Who will unwind the nuclear spiral?

By Greg Moses

The USA President makes loud threats about how he’s going to prevent Iran from developing a nuclear weapon. Yet last week in Iran’s back yard an American-backed invasion proved that a nuclear arsenal may be the only deterrent to war that the USA President truly respects.

If the people of the USA want a less dangerous world, let them first demand less dangerous leadership. As long as USA propagandists continue to drum up the image of Russia as the lone aggressor, we should not stop demanding that journalists pursue the
question of who stood behind last week’s provocative and bloody military incursion into South Ossetia.

Georgian soldiers returning from that failed invasion of South Ossetia were reportedly quite vocal in disappointment that the USA had not backed them up more forcefully. But why has the USA declined to get more involved?

According to retired Air Force Colonel Sam Gardiner, last week’s little war was the closest the world has come lately to nuclear combat.

“Let me just say,” said Col. Gardiner to Amy Goodman, “that if you were to rate how serious the strategic situations have been in the past few years, this would be above Iraq, this would be above Afghanistan, and this would be above Iran.”

On Col. Gardiner’s account, military strategists for the USA would have known that for the past two decades Russia has embraced a published policy that if they were ever directly threatened with an American-style assault of precision weapons, they would have to resort to a tactical nuclear response. Last week, the Georgian invasion of South Ossetia tested that policy up against the Russian border.

Sharing the widespread assumption of retreating Georgian soldiers, Russian strategists last week believed that the USA very likely “was going to intervene,” said Col. Gardiner. “At a news conference on Sunday, the [USA] deputy national security adviser said we have noted that the Russians have introduced two SS-21 medium-range ballistic missile launchers into South Ossetia.” And since those missile launchers could deliver tactical nukes, they became a very likely reason why further USA involvement has been deterred.

In other words, the armored push toward the Russian border was a kind of military dare: show us your nukes, or else! And, if I follow Col. Gardiner’s line of analysis, it was only Russia’s willingness to call that nuclear dare that saved South Ossetia from becoming one more lasting theater of reckless adventure backed by the USA.

True enough, Russia has done more than was necessary to repel the Georgian attack. They pushed back further than they had to. They killed more people than had to be killed for purposes of defending the attacked populations of South Ossetia (a population whose pain does not count for much in Western media reports – we have much preferred to share stories of the Georgians clear and present horror). In the end, however, the Russians have done less than they were dared to, because the military question put to them had virtually demanded a tactical nuclear answer.

Don’t count me opposed to condemning or prosecuting Russia’s military excesses this week; what the Georgians are suffering is wrong. Just make sure that any lineup for suspects of thuggerdom in Georgia begins with the smirking mug of the President of the USA for not discouraging in the strongest possible terms the Georgian military assault on the people of South Ossetia and their local militia.

In the end, thanks to our mainstream media, the lesson of South Ossetia remains quite hidden from the people of the USA. If we want a world where nuclear proliferation is less likely, we cannot settle for anything less than an immediate demand for leadership that will advance the world toward peace through peaceful means.

If democracy is as democracy does, then the people of the USA will have to lead their leaders in ways that will be marvelous to see.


» Problem: Check each line of the data for "right", and copy the ones that have it.

[Excerpts from a figure dataset]

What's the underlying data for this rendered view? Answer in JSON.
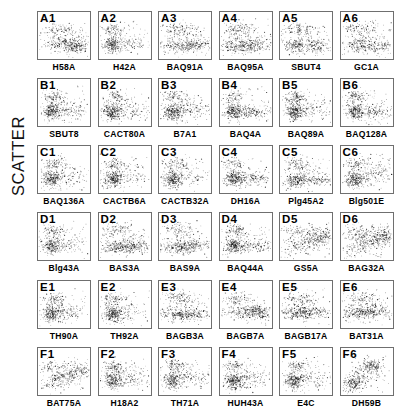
{
  "figure": {
    "axis_label": "SCATTER",
    "grid_rows": 6,
    "grid_cols": 6
  },
  "chart_data": {
    "type": "scatter",
    "title": "",
    "xlabel": "",
    "ylabel": "SCATTER",
    "grid": false,
    "legend_position": "none",
    "layout": {
      "rows": 6,
      "cols": 6,
      "panel_count": 36
    },
    "note": "6x6 grid of small two-parameter scatter (dot) plots; each panel shows a dense cluster of points with SCATTER on the vertical axis. Axis tick labels are not printed on the panels.",
    "panels": [
      {
        "id": "A1",
        "label": "H58A",
        "row": "A",
        "col": 1,
        "cluster": "dense-lower-right-band",
        "n_points": 520
      },
      {
        "id": "A2",
        "label": "H42A",
        "row": "A",
        "col": 2,
        "cluster": "dense-left-blob",
        "n_points": 470
      },
      {
        "id": "A3",
        "label": "BAQ91A",
        "row": "A",
        "col": 3,
        "cluster": "broad-lower-band",
        "n_points": 540
      },
      {
        "id": "A4",
        "label": "BAQ95A",
        "row": "A",
        "col": 4,
        "cluster": "broad-lower-band",
        "n_points": 560
      },
      {
        "id": "A5",
        "label": "SBUT4",
        "row": "A",
        "col": 5,
        "cluster": "two-lobe-lower-band",
        "n_points": 500
      },
      {
        "id": "A6",
        "label": "GC1A",
        "row": "A",
        "col": 6,
        "cluster": "diffuse-lower-band",
        "n_points": 480
      },
      {
        "id": "B1",
        "label": "SBUT8",
        "row": "B",
        "col": 1,
        "cluster": "dense-left-blob",
        "n_points": 510
      },
      {
        "id": "B2",
        "label": "CACT80A",
        "row": "B",
        "col": 2,
        "cluster": "dense-left-blob",
        "n_points": 500
      },
      {
        "id": "B3",
        "label": "B7A1",
        "row": "B",
        "col": 3,
        "cluster": "dense-left-blob",
        "n_points": 520
      },
      {
        "id": "B4",
        "label": "BAQ4A",
        "row": "B",
        "col": 4,
        "cluster": "dense-left-blob-with-tail",
        "n_points": 530
      },
      {
        "id": "B5",
        "label": "BAQ89A",
        "row": "B",
        "col": 5,
        "cluster": "dense-left-blob",
        "n_points": 560
      },
      {
        "id": "B6",
        "label": "BAQ128A",
        "row": "B",
        "col": 6,
        "cluster": "dense-left-blob-with-tail",
        "n_points": 540
      },
      {
        "id": "C1",
        "label": "BAQ136A",
        "row": "C",
        "col": 1,
        "cluster": "dense-left-blob",
        "n_points": 490
      },
      {
        "id": "C2",
        "label": "CACTB6A",
        "row": "C",
        "col": 2,
        "cluster": "dense-left-blob",
        "n_points": 500
      },
      {
        "id": "C3",
        "label": "CACTB32A",
        "row": "C",
        "col": 3,
        "cluster": "dense-left-blob",
        "n_points": 470
      },
      {
        "id": "C4",
        "label": "DH16A",
        "row": "C",
        "col": 4,
        "cluster": "dense-left-blob-with-tail",
        "n_points": 520
      },
      {
        "id": "C5",
        "label": "Plg45A2",
        "row": "C",
        "col": 5,
        "cluster": "lower-band-right-tail",
        "n_points": 530
      },
      {
        "id": "C6",
        "label": "Blg501E",
        "row": "C",
        "col": 6,
        "cluster": "dense-left-blob-with-diagonal",
        "n_points": 540
      },
      {
        "id": "D1",
        "label": "Blg43A",
        "row": "D",
        "col": 1,
        "cluster": "dense-left-blob",
        "n_points": 470
      },
      {
        "id": "D2",
        "label": "BAS3A",
        "row": "D",
        "col": 2,
        "cluster": "broad-lower-band",
        "n_points": 560
      },
      {
        "id": "D3",
        "label": "BAS9A",
        "row": "D",
        "col": 3,
        "cluster": "broad-lower-band",
        "n_points": 540
      },
      {
        "id": "D4",
        "label": "BAQ44A",
        "row": "D",
        "col": 4,
        "cluster": "dense-left-blob-with-tail",
        "n_points": 530
      },
      {
        "id": "D5",
        "label": "GS5A",
        "row": "D",
        "col": 5,
        "cluster": "rising-diagonal-band",
        "n_points": 520
      },
      {
        "id": "D6",
        "label": "BAG32A",
        "row": "D",
        "col": 6,
        "cluster": "rising-diagonal-band",
        "n_points": 540
      },
      {
        "id": "E1",
        "label": "TH90A",
        "row": "E",
        "col": 1,
        "cluster": "dense-left-blob",
        "n_points": 500
      },
      {
        "id": "E2",
        "label": "TH92A",
        "row": "E",
        "col": 2,
        "cluster": "dense-left-blob",
        "n_points": 500
      },
      {
        "id": "E3",
        "label": "BAGB3A",
        "row": "E",
        "col": 3,
        "cluster": "broad-lower-band",
        "n_points": 520
      },
      {
        "id": "E4",
        "label": "BAGB7A",
        "row": "E",
        "col": 4,
        "cluster": "dense-right-band",
        "n_points": 510
      },
      {
        "id": "E5",
        "label": "BAGB17A",
        "row": "E",
        "col": 5,
        "cluster": "center-band",
        "n_points": 500
      },
      {
        "id": "E6",
        "label": "BAT31A",
        "row": "E",
        "col": 6,
        "cluster": "center-band",
        "n_points": 510
      },
      {
        "id": "F1",
        "label": "BAT75A",
        "row": "F",
        "col": 1,
        "cluster": "rising-diagonal-band",
        "n_points": 470
      },
      {
        "id": "F2",
        "label": "H18A2",
        "row": "F",
        "col": 2,
        "cluster": "dense-left-blob",
        "n_points": 490
      },
      {
        "id": "F3",
        "label": "TH71A",
        "row": "F",
        "col": 3,
        "cluster": "dense-left-blob",
        "n_points": 480
      },
      {
        "id": "F4",
        "label": "HUH43A",
        "row": "F",
        "col": 4,
        "cluster": "dense-left-blob",
        "n_points": 490
      },
      {
        "id": "F5",
        "label": "E4C",
        "row": "F",
        "col": 5,
        "cluster": "dense-left-blob",
        "n_points": 480
      },
      {
        "id": "F6",
        "label": "DH59B",
        "row": "F",
        "col": 6,
        "cluster": "two-cluster-diagonal",
        "n_points": 500
      }
    ]
  }
}
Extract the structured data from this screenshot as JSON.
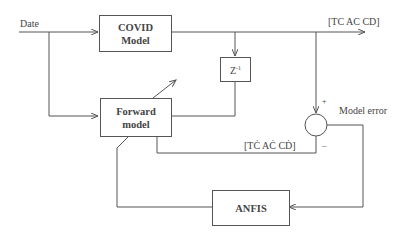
{
  "diagram": {
    "input_label": "Date",
    "output_label": "[TC AC CD]",
    "estimate_label": "[TĊ AĊ CḊ]",
    "error_label": "Model error",
    "plus_sign": "+",
    "minus_sign": "–",
    "blocks": {
      "covid": {
        "line1": "COVID",
        "line2": "Model"
      },
      "delay": {
        "base": "Z",
        "exp": "-1"
      },
      "forward": {
        "line1": "Forward",
        "line2": "model"
      },
      "anfis": {
        "label": "ANFIS"
      }
    },
    "colors": {
      "line": "#555555",
      "text": "#444444",
      "background": "#ffffff"
    }
  }
}
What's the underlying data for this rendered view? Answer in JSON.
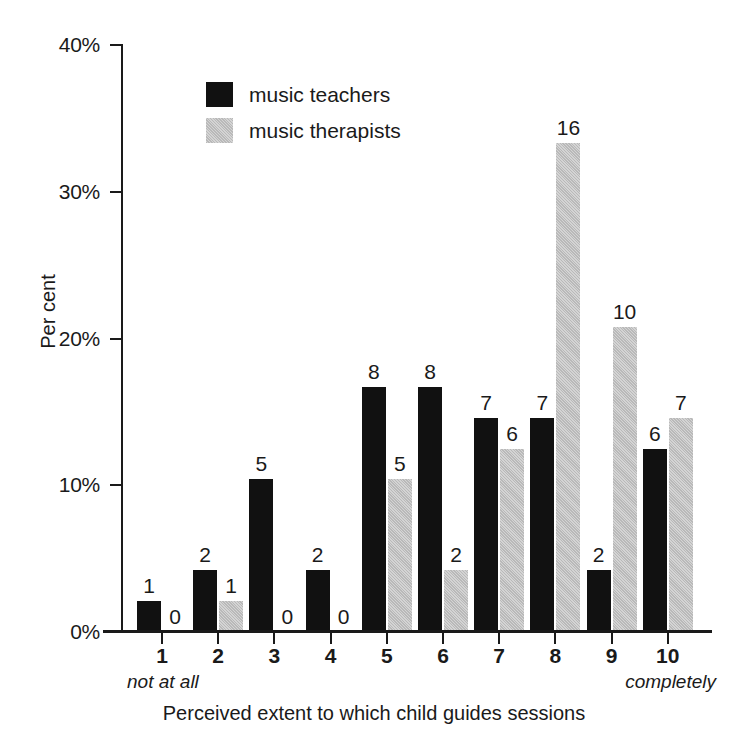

» Exercise response:
        "cluster": "dense-lower-right-band",
        "cluster": "lower-band-right-tail",
        "cluster": "dense-right-band",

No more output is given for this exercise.